March 13th 1964, Kew Gardens, Queens, New York
It was around 3:15 A.M. when Catherine "Kitty" Genovese had arrived home work. As she was locking her car she noticed a man standing in between her and her apartment which was approximately 100 yards away. Instead of heading towards her apartment she decided to head to the nearest police call box just down the street. She never made it to that police call box. The man standing in her path had followed her and overcame her, stabbing her in the back twice. Kitty called out "oh my God, he stabbed me. Please help me! Please help me!" Not long after her scream for help a light came on in a nearby apartment building and a man opened the window and called down "let that girl alone." This deterred her attacker, but only for a minute. As Kitty rounded the corner to her apartment the man was waiting for her where he began stabbing her again. Once again she cried out for help, "I'm dying! I'm dying!" This time lights came on and the windows were opened in several apartments which startled her assailant. He got into his car and drove away. Kitty had managed to crawl to the back of her apartment building and make it in to the stairwell before her attacker returned to finish the job he had started. It was at 3:50 A.M. that the police received the first phone call regarding the attack of Kitty Genovese. They arrived two minutes later only to find her dead.
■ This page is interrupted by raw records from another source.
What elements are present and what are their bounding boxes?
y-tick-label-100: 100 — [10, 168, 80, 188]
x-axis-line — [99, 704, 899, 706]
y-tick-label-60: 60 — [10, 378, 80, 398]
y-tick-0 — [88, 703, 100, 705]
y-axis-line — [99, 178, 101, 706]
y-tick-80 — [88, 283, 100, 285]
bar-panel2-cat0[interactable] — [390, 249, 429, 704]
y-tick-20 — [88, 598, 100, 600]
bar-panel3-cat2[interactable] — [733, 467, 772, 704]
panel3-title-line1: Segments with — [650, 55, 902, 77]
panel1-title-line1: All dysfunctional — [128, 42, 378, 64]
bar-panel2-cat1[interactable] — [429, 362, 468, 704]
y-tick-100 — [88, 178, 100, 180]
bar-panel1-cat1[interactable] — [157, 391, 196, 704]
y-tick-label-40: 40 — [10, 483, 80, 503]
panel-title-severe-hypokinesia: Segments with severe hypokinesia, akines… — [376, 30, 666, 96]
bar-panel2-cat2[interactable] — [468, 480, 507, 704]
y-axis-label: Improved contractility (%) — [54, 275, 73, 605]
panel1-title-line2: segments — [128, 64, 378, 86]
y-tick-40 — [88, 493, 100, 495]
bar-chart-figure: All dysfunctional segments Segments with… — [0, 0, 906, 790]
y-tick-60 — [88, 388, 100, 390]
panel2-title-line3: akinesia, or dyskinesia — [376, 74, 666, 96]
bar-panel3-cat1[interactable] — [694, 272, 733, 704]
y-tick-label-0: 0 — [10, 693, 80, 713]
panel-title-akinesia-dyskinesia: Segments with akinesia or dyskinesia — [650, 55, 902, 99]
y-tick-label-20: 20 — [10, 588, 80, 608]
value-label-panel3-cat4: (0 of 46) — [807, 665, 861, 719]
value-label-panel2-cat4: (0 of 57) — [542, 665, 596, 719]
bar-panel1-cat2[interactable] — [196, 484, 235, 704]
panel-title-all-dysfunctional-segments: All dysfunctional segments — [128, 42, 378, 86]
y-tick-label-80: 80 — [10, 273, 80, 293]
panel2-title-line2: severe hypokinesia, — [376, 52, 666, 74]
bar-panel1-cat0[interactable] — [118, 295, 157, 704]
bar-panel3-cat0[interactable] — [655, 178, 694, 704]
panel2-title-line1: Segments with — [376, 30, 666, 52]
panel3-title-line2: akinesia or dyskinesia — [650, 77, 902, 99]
After completing the investigation the police concluded that there were no less than thirty eight victims who either saw or heard this attack. The police also stressed that had someone made a phone call, from the safety of their home, when the first attack had taken place Kitty might still be alive. Instead her attacker was given three chances within a thirty five minute span to kill his victim and he ultimately succeeded. The Kitty Genovese murder has gone down in history as well as in psychology. In 1968, four years after the gruesome murder of Kitty Genovese, a study produced results which were coined "Genovese Syndrome" or the bystander effect. This study found that the more people that were present the less likely there were to help a person in distress. They say the reasoning for the bystander effect is the diffusion of responsibility; since other people are present there is less pressure on them to take action; and a need to behave in a socially acceptable manner; because no one else is taking action they perceive it to be unnecessary or inappropriate.
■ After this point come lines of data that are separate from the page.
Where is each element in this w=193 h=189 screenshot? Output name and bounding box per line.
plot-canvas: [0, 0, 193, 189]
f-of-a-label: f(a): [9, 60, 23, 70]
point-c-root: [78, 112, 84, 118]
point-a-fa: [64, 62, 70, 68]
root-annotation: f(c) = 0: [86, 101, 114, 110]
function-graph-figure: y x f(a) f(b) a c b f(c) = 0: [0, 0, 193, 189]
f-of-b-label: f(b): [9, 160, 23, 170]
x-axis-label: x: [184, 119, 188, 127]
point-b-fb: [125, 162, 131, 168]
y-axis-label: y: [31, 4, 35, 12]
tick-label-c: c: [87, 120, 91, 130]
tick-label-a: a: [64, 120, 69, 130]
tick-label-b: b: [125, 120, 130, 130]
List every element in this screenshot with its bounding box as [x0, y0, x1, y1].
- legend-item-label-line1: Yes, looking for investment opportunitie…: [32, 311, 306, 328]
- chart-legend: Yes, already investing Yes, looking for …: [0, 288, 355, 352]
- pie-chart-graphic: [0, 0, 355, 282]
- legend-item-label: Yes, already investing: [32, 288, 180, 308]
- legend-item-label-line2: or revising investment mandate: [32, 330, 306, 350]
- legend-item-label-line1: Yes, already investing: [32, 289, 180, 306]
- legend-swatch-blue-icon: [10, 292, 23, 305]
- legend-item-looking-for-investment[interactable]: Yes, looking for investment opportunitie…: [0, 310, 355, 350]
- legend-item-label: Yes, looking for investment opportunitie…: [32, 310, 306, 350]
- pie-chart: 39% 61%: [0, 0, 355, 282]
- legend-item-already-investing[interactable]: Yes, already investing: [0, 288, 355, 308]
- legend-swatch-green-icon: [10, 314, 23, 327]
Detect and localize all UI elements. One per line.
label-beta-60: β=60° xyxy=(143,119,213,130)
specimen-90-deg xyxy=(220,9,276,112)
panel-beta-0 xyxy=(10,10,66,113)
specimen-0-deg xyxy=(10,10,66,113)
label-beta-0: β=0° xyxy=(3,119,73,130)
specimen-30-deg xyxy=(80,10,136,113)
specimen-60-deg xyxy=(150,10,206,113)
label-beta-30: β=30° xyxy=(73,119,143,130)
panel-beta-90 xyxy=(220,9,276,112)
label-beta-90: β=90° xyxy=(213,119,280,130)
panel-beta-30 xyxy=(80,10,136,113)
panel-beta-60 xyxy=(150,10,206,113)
Some things never change. Just last week, a little over 46 years later, a man was stabbed to death in Queens, New York, in broad daylight. As the man approached a woman being attacked, the attacker turned and stabbed him. Shortly after, the woman and attacker took off running in different directions as the man collapsed face down. As seen on a surveillance camera, it was not more than a couple minutes after his collapse that a steady stream of people began walking past him without helping. One man took a picture of him on his cell phone, while another shook him as if to wake him up. But the man lay there dying, in a pool of his blood, for nearly an hour and a half before authorities were notified and arrived on the scene. At this point it was too little, too late.
I am amazed and saddened by people's indifference. I could not imagine walking past someone who lay there dying, in a pool of blood, and not helping them or calling for help. What is this world coming to?

After reading your story, I was amazed. In this day an age, where you don't have to run to a pay phone and almost everyone has a cell phone on the, and no one called the cops or an ambulance for this man. What were this people thinking that pasted him? What did the man who shook him think?